Cartay was living in Atlanta at the time, but later moved to Chattanooga for a job in clinical psychology. But it was hard work, and after her child died shortly after birth, Kartai realized she needed to step back.
“I’ve always said that experience was the worst thing that ever happened to me, but in some ways it made my life immeasurably better,” he said. . “Because of that experience, I no longer have to ask what is important.”
He knew that he was overworked and that other children only grew small once. He took a part-time job reviewing disability records for the insurance company Unum. It wasn’t something he had imagined for himself during his graduate school years, but he found himself enjoying the work and wondered how he could put it aside at the end of the day. I noticed that.
Eventually, as the children grow up, they become interested in applying Buddhism in the workplace, and they stop looking for teachers so much and just focus on practical ways to apply Buddhist ethics in all fields. He said it was a turning point in his life. Everyday Life – A complex and often paradoxical set of teachings that Kartai sums up when he says, “Live to be the best you can be for the most people.”
But as he got older, Kartai started thinking about his future, and since the pandemic began, he decided to approach meditation like a beginner. He went online and found Toronto’s Paramita Center, headed by Lama Lobsang Samten. According to his online biography, he settled in Canada with a vision of sharing the teachings of Buddha with all people.

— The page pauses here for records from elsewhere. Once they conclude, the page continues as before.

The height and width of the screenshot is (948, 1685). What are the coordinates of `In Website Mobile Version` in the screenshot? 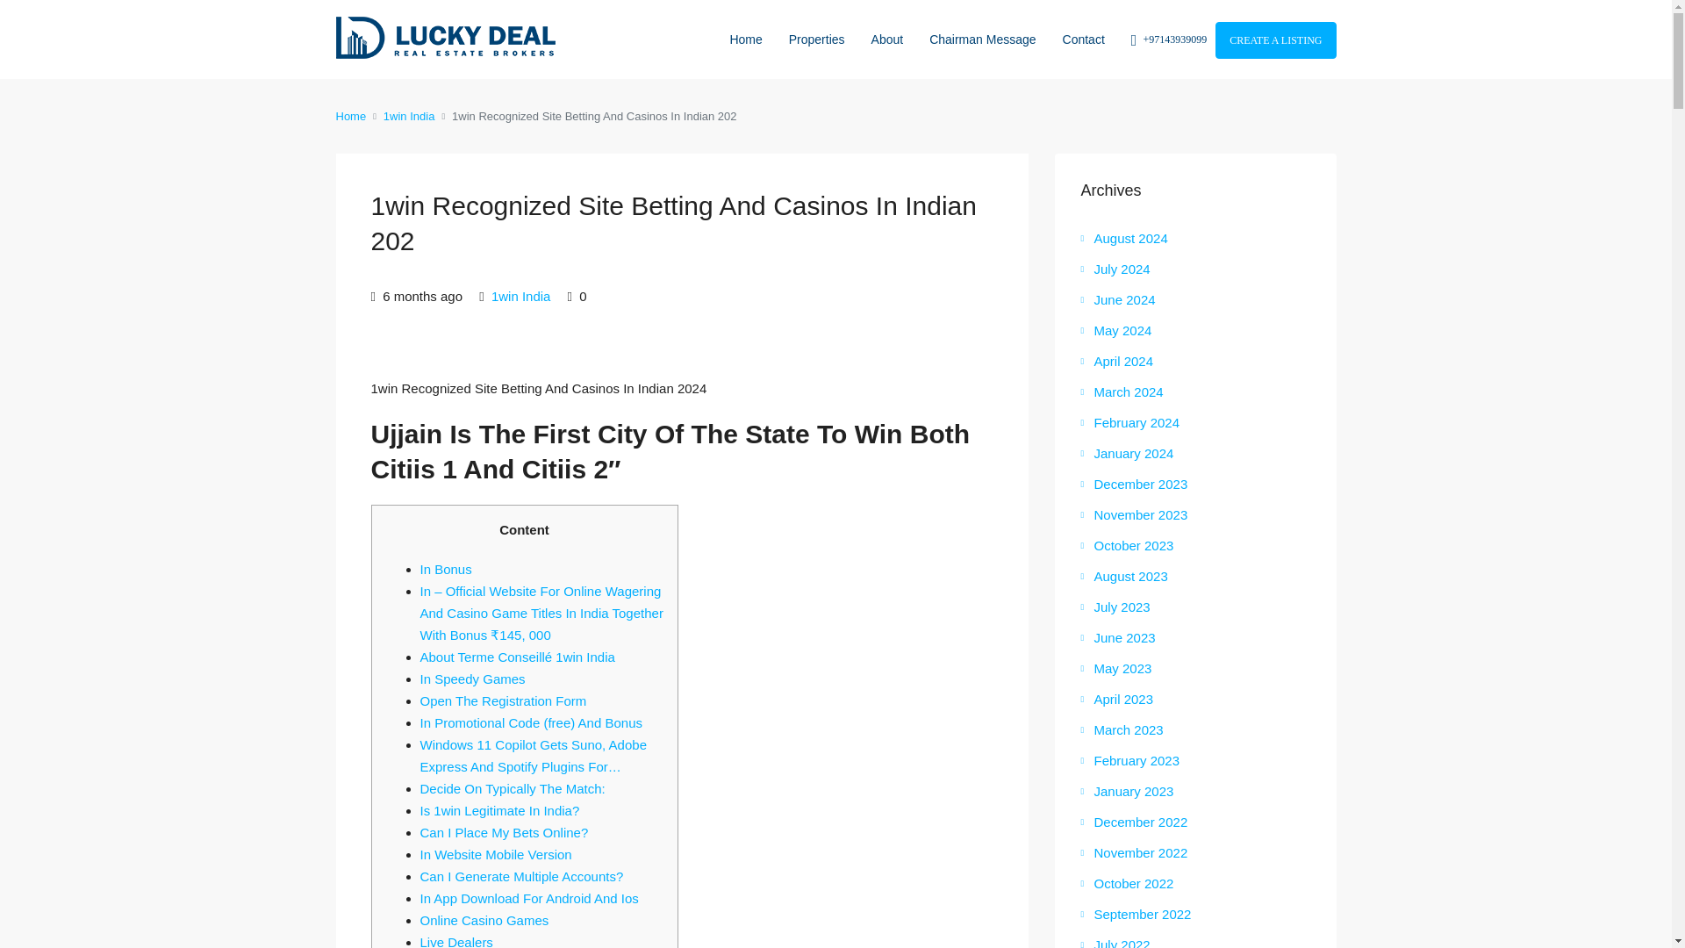 It's located at (495, 854).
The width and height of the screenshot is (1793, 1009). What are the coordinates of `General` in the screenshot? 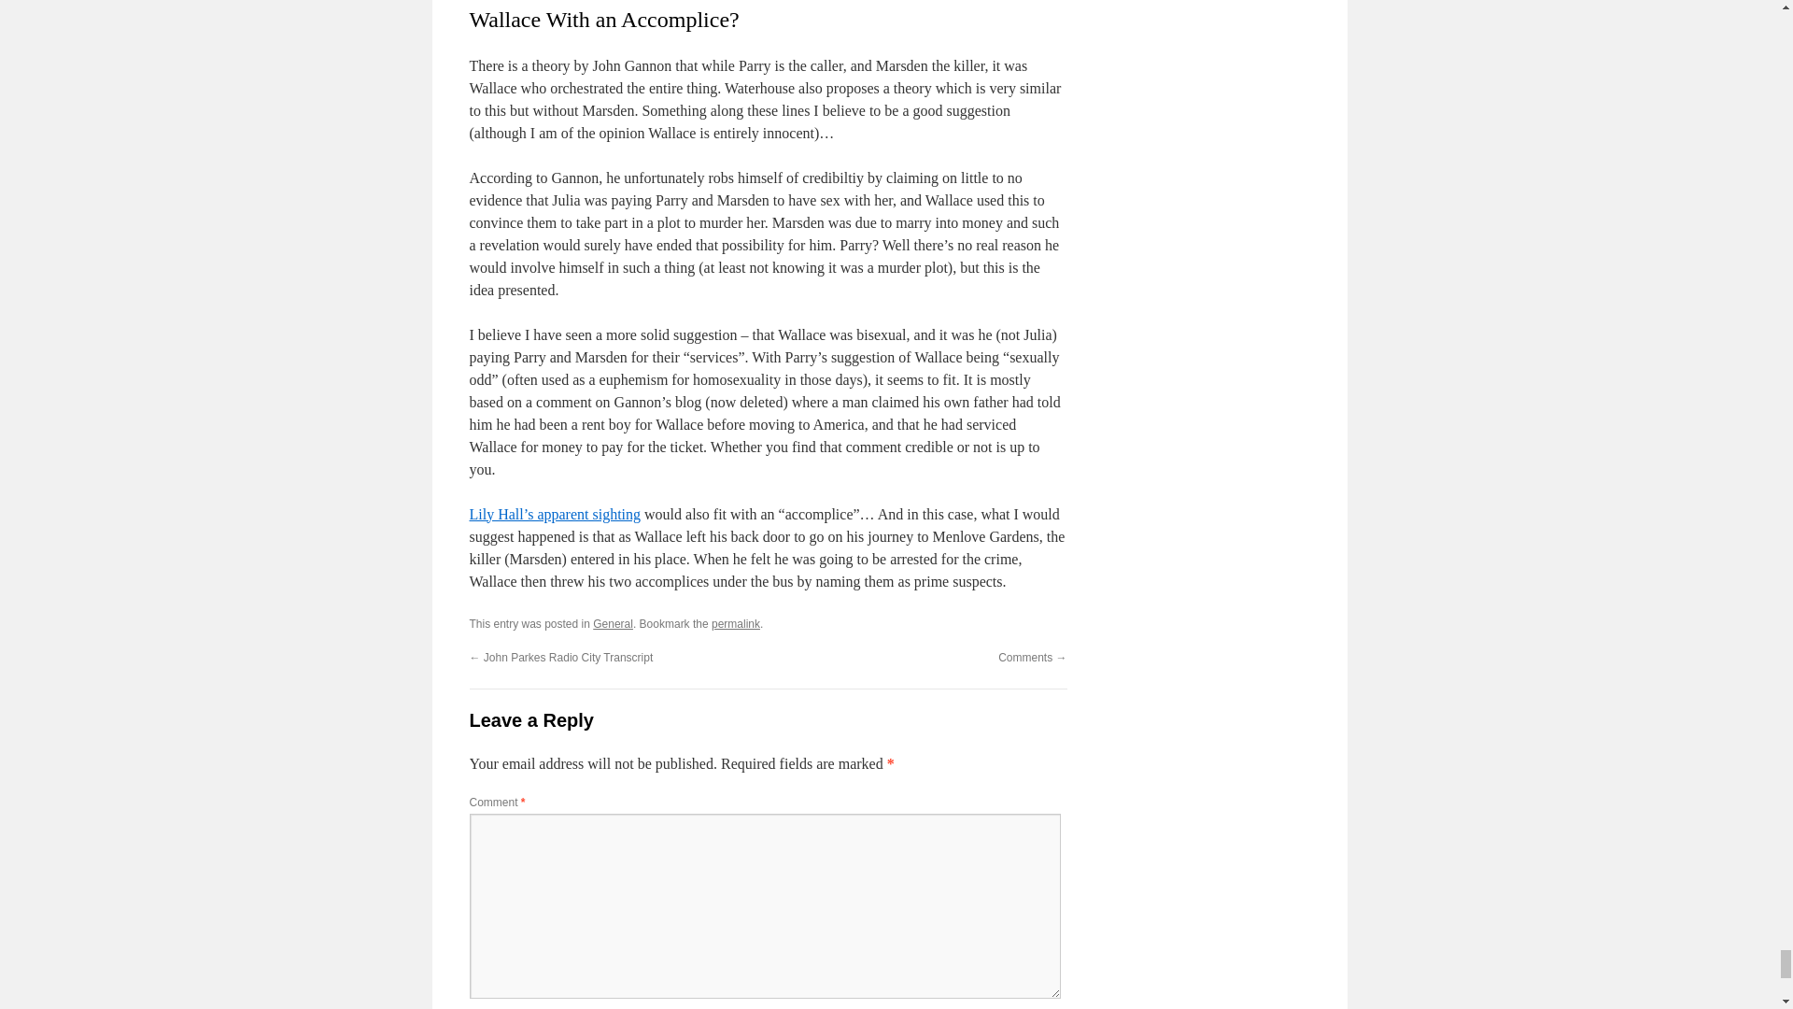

(Read more: JJ McCarthy’s meditation habit helps clear mind to lead No. 3 Michigan vs. No. 2 Ohio State)
In an online video class, Kartai discovered the concept of meditation, which felt refreshing.
For many people, meditation seems to be simply a way to relax, a practice of observing but not following your thoughts, he said.
“It has all of these elements,” Kartai said, recalling what he learned. “But the important thing is to learn to sharpen your mind so that you can really explore the way things are, the way I am, the way you are, the way the world is.”
For Lama Lobsang Samten, Kartai had the feeling that “this is the real deal” that he had felt for the Dalai Lama decades earlier, and eventually received permission to start an offshoot of the Paramita Center here in Tennessee. asked monks — the first in the U.S.
Like the leaders of other meditation centers in the city, Kartai emphasizes that you don’t have to be a Buddhist to meditate.
“This method of meditation can be practiced without believing in anything,” he said. “But we can’t not talk about it and teach about it, because it’s part of the tradition. For me, for us, it’s part of the tradition.”